Hours after Mr. Harper's flippant reply, the government followed up with a more detailed accounting of how it will formally justify operating in Syria. Bernard Trottier, the Parliamentary Secretary to the Minister of Foreign Affairs, announced Canada will proceed on the same basis as the United States did last fall when it began bombing inside Syria.

Mr. Trottier and foreign affairs officials said Canada will notify the United Nations by letter – as the Obama administration did – and cite Article 51 of the UN Charter, the self-defence clause that says a country can take individual or collective action on behalf of a member under armed attack.

Mr. Kenney said he's obtained a legal opinion from the military's Judge Advocate General justifying this action under Article 51 as a measure in the defence of Iraq that requires entry into Syria, where the regime has been unable to contain the Islamic State.

"Iraq has asked Canada and allied countries to help them defend their innocent civilians from terror attacks being launched out of eastern Syria in a part of that country the Syrian government either is unwilling or unable to control."
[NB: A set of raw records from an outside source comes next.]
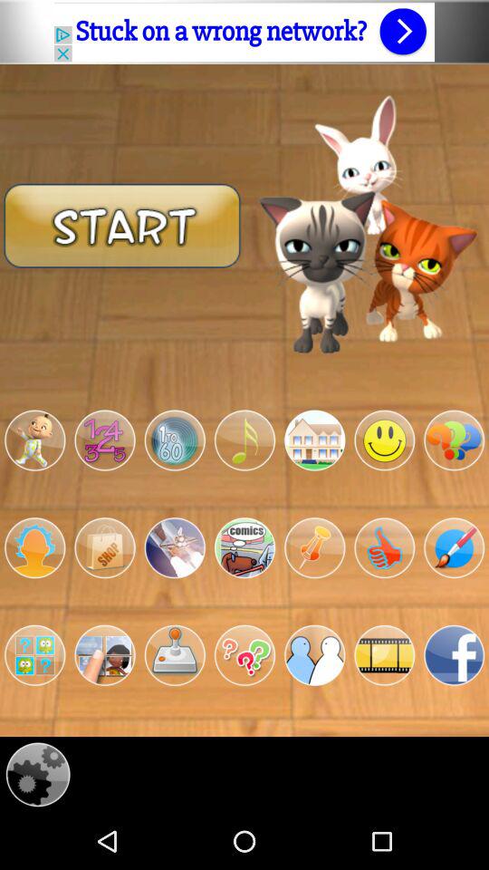 Image resolution: width=489 pixels, height=870 pixels. What do you see at coordinates (245, 32) in the screenshot?
I see `view advertisement` at bounding box center [245, 32].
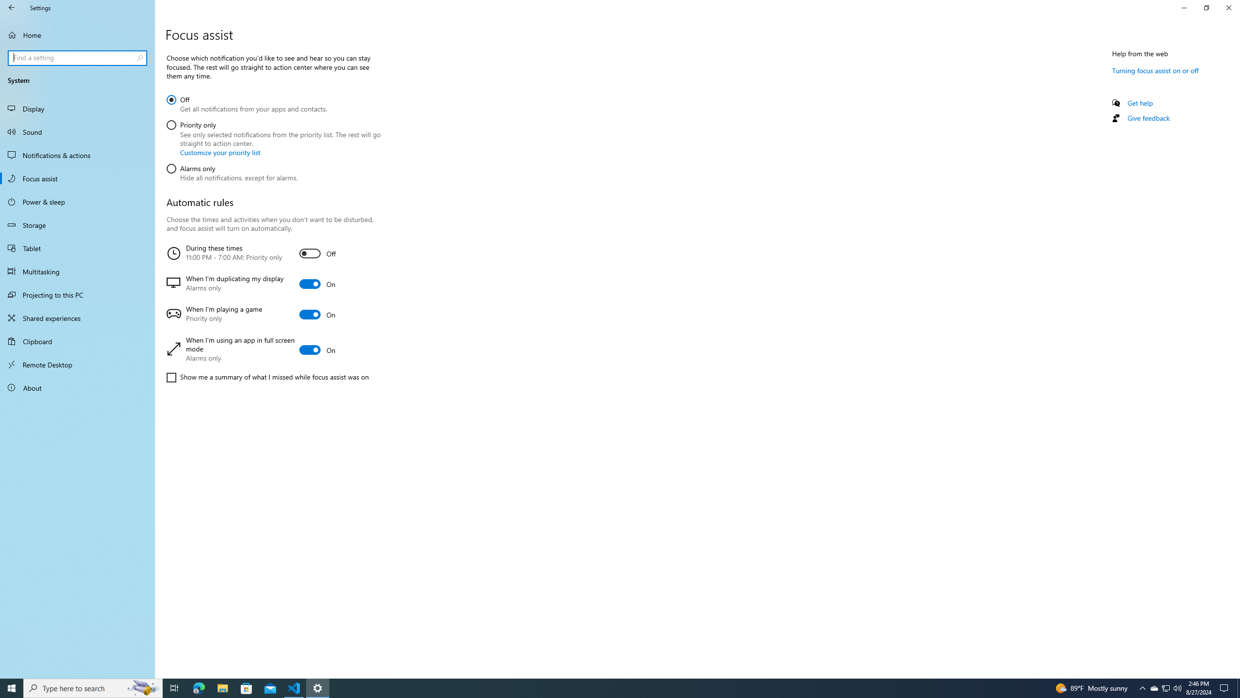 This screenshot has height=698, width=1240. Describe the element at coordinates (78, 155) in the screenshot. I see `Notifications & actions` at that location.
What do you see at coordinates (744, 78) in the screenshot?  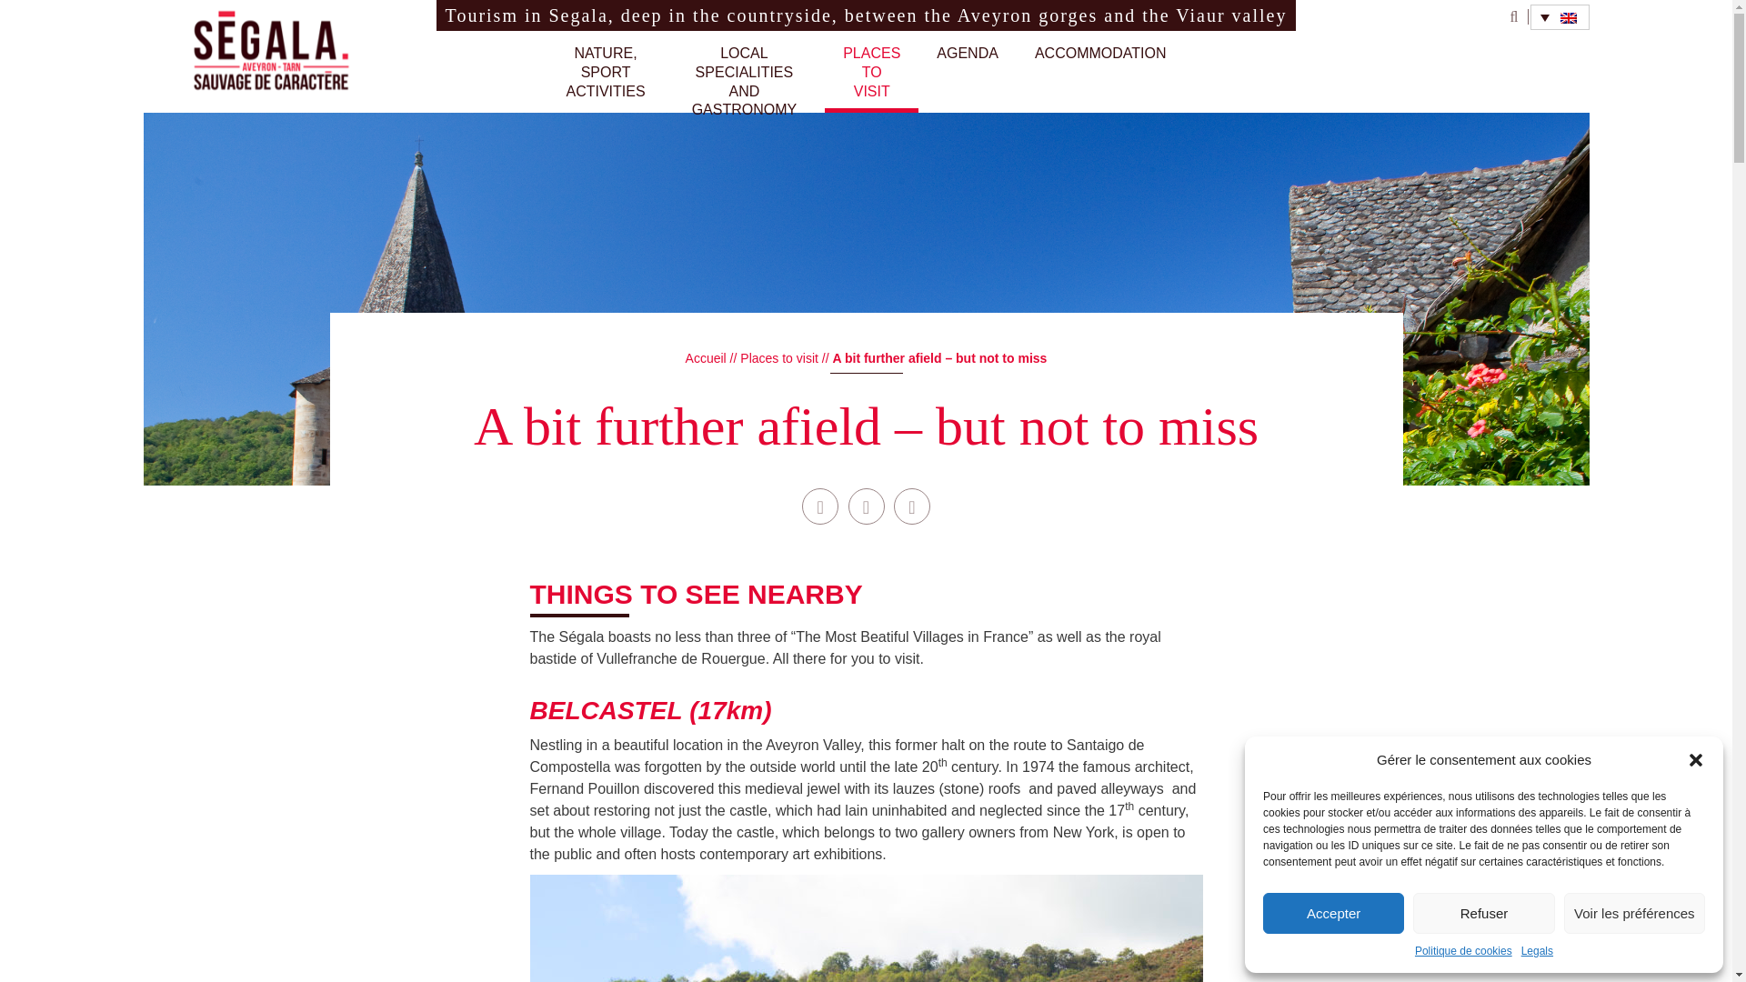 I see `LOCAL SPECIALITIES AND GASTRONOMY` at bounding box center [744, 78].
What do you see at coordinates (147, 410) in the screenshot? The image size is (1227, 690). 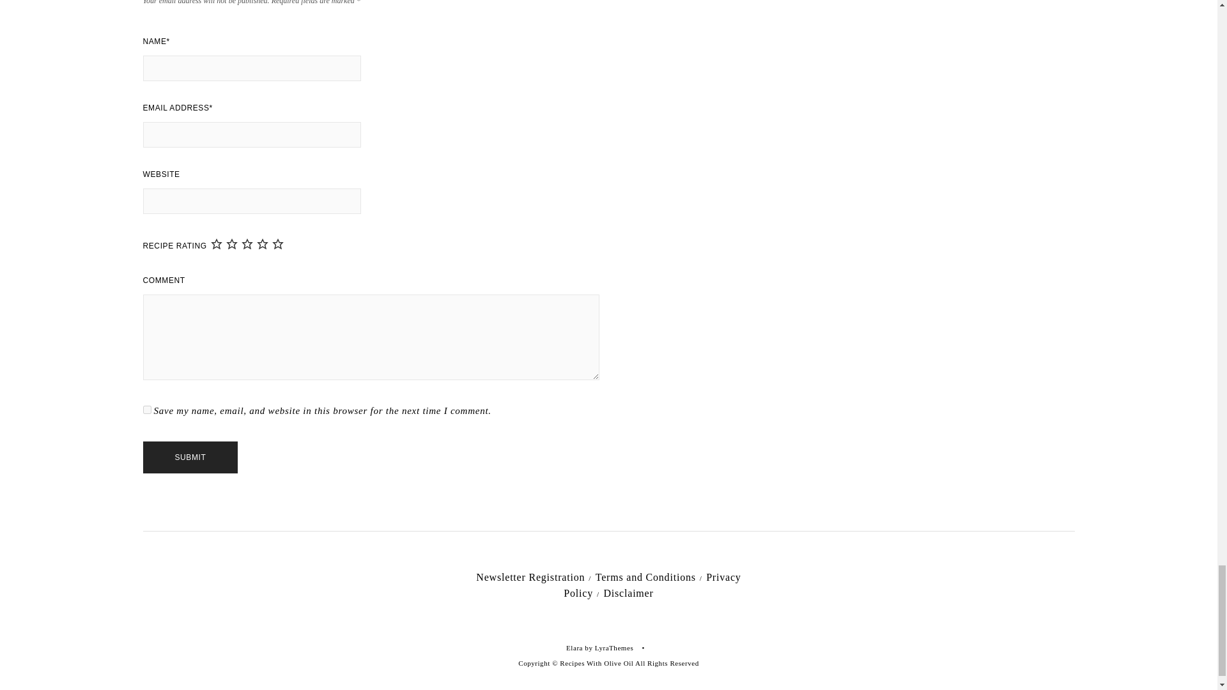 I see `yes` at bounding box center [147, 410].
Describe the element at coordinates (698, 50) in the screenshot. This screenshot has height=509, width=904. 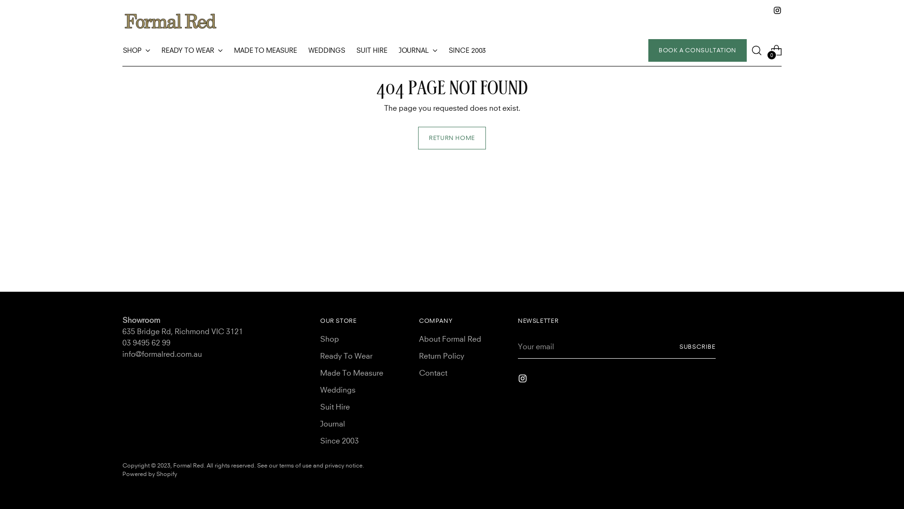
I see `BOOK A CONSULTATION` at that location.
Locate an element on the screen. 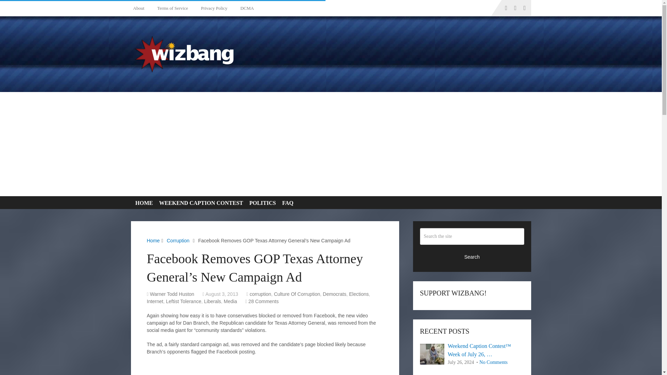 This screenshot has width=667, height=375. View all posts in Culture Of Corruption is located at coordinates (297, 294).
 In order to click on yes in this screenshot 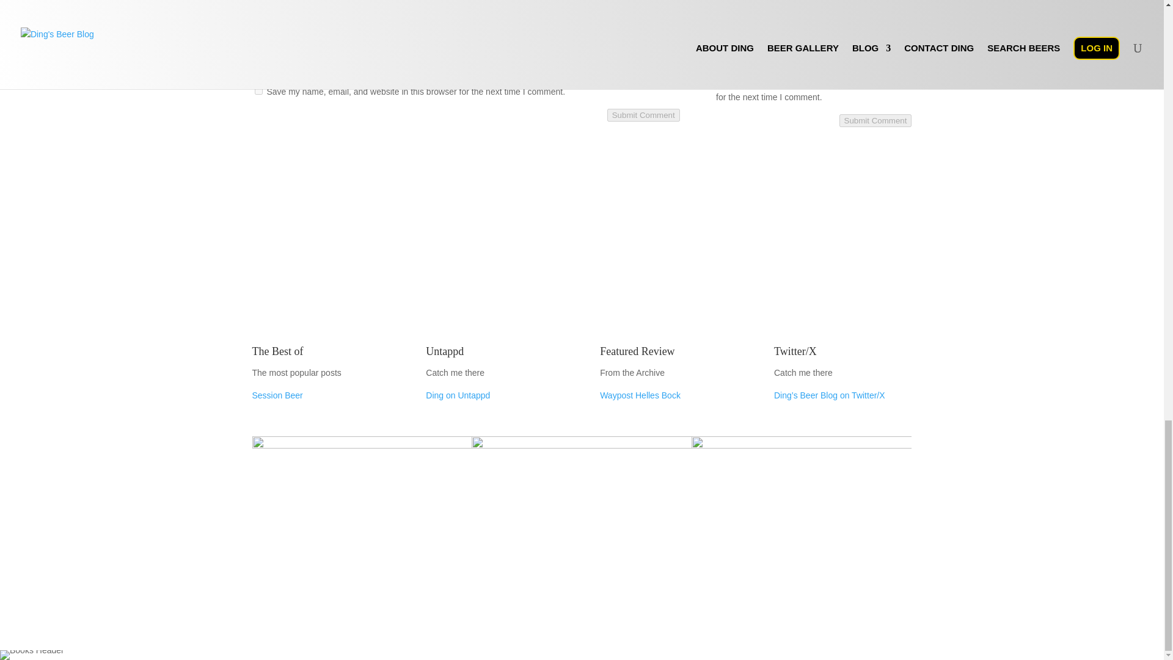, I will do `click(258, 90)`.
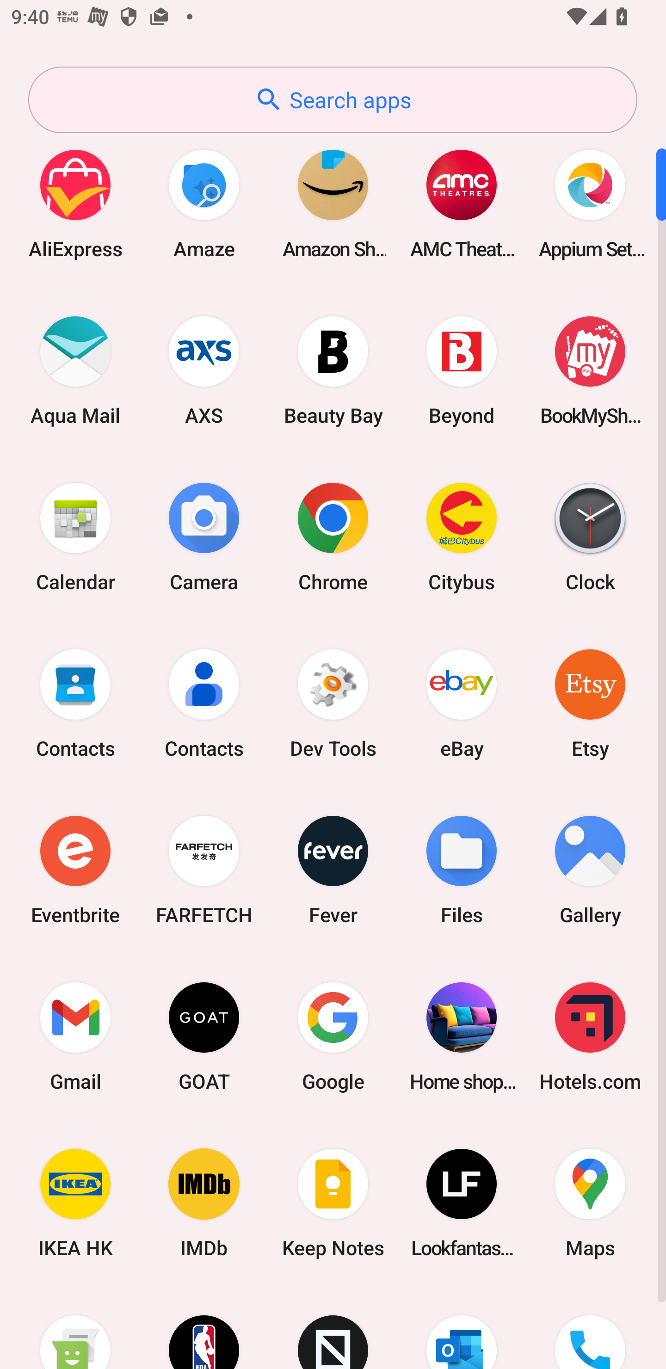 This screenshot has width=666, height=1369. Describe the element at coordinates (461, 370) in the screenshot. I see `Beyond` at that location.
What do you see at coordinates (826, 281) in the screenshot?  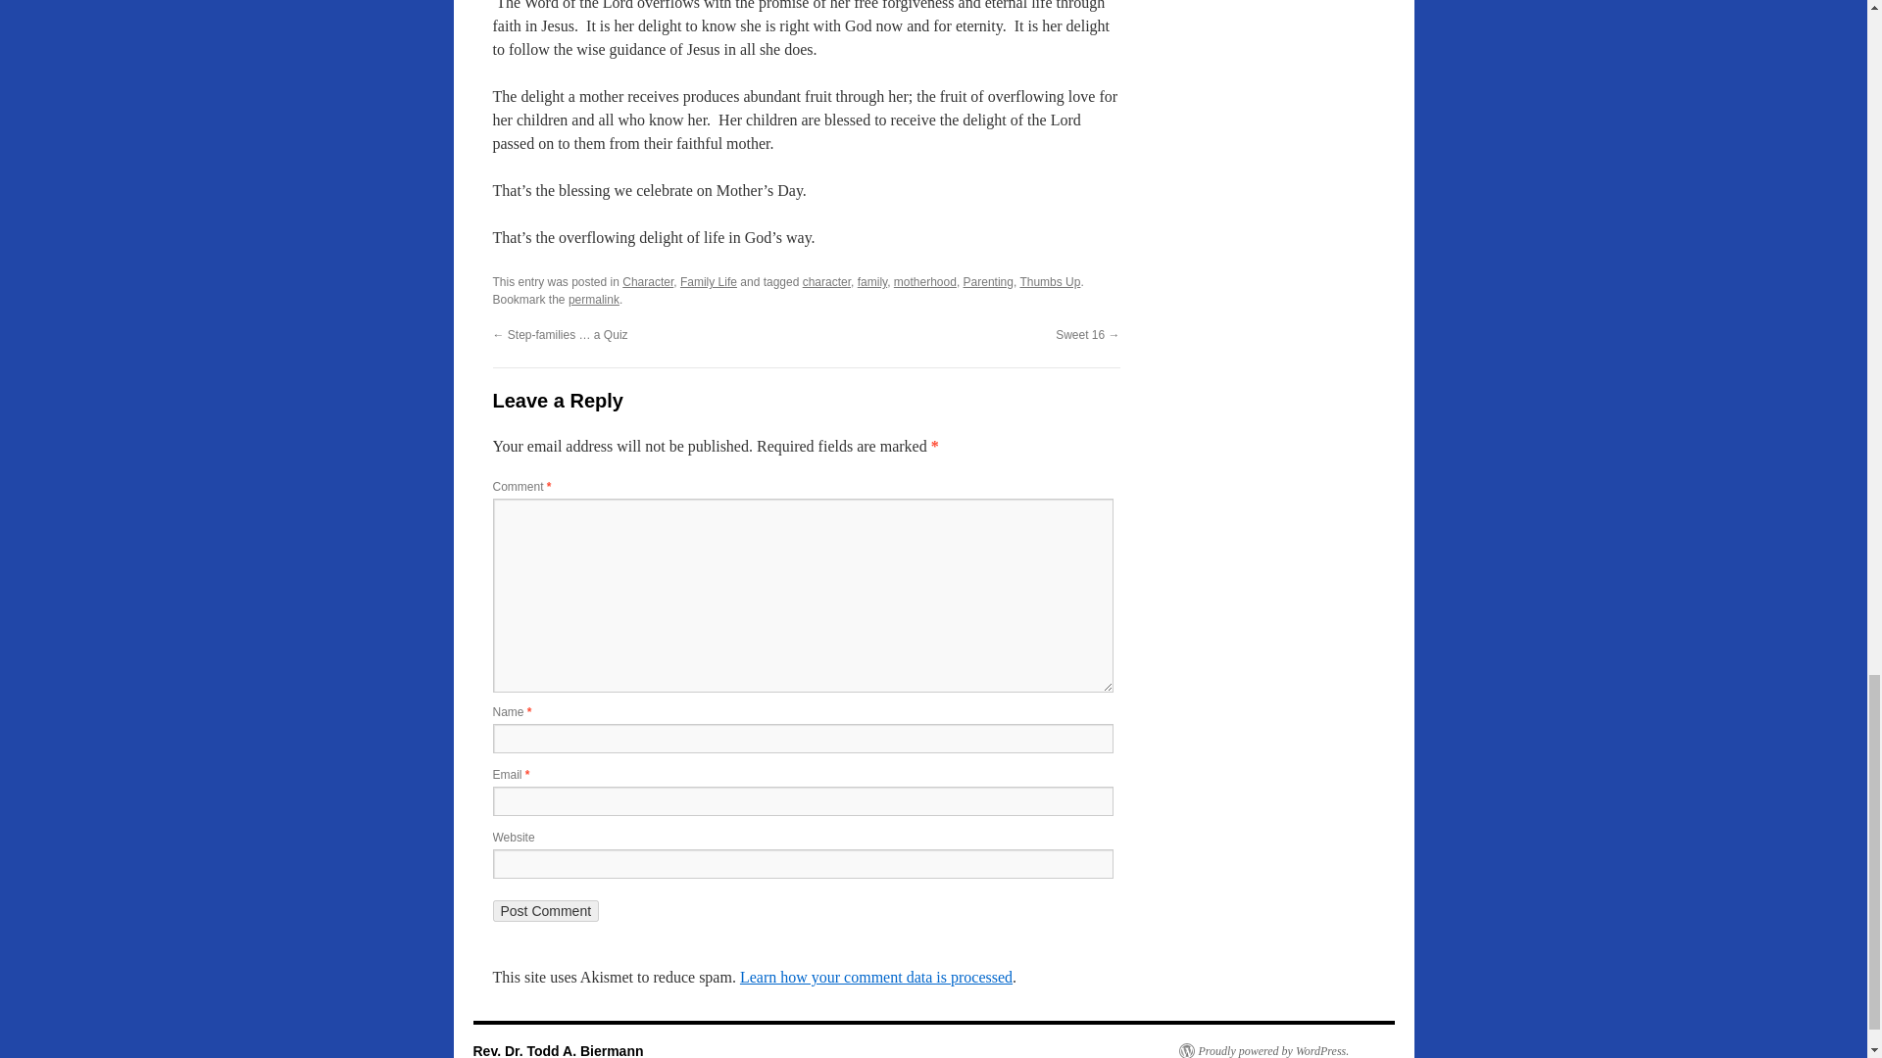 I see `character` at bounding box center [826, 281].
Mr. Kenney said Canada's self-defence argument is bolstered by the fact Islamic State has made threats targeting Canada.

The Conservatives are leaving the door open to bombing affiliates of Islamic State forces as well – a further expansion of the mission. "There are other organizations operating in tandem with [Islamic State] in Syria in the same areas, committing the same crimes," Mr. Kenney said.

One defence analyst said it's hard to accept that Syria does not carry more danger for Canada than Iraq because Ottawa will not be actively co-ordinating operations with the Assad regime and its air defence assets. It's also farther for search-and-rescue teams to travel to reach downed planes.

"I find it implausible to say that [about] operating in Syria, a greater distance from friendly coalition landing sites," David Perry, a senior analyst with the Canadian Defence & Foreign Affairs Institute, said.

Roland Paris, director of the Centre for International Policy Studies at the University of Ottawa, said the legal questions Mr. Harper dismissed are serious.

"Most of our allies are not bombing in Syria, and some have openly questioned the legal basis for doing so," Mr. Paris said. After all, we expect other countries to respect international law, including our adversaries."

He said Canada's bombing in Syria will indirectly help Bashar al-Assad. "Whether or not bombing ISIS targets in Syria is justified, it will have the effect of reducing the military pressure on the biggest human rights violator in the region."

The extended mission comes as the Canadian military is strapped for resources.

The parliamentary budget watchdog will issue a report Thursday that calls into question the military's ability to implement Canada's defence plan at current funding levels.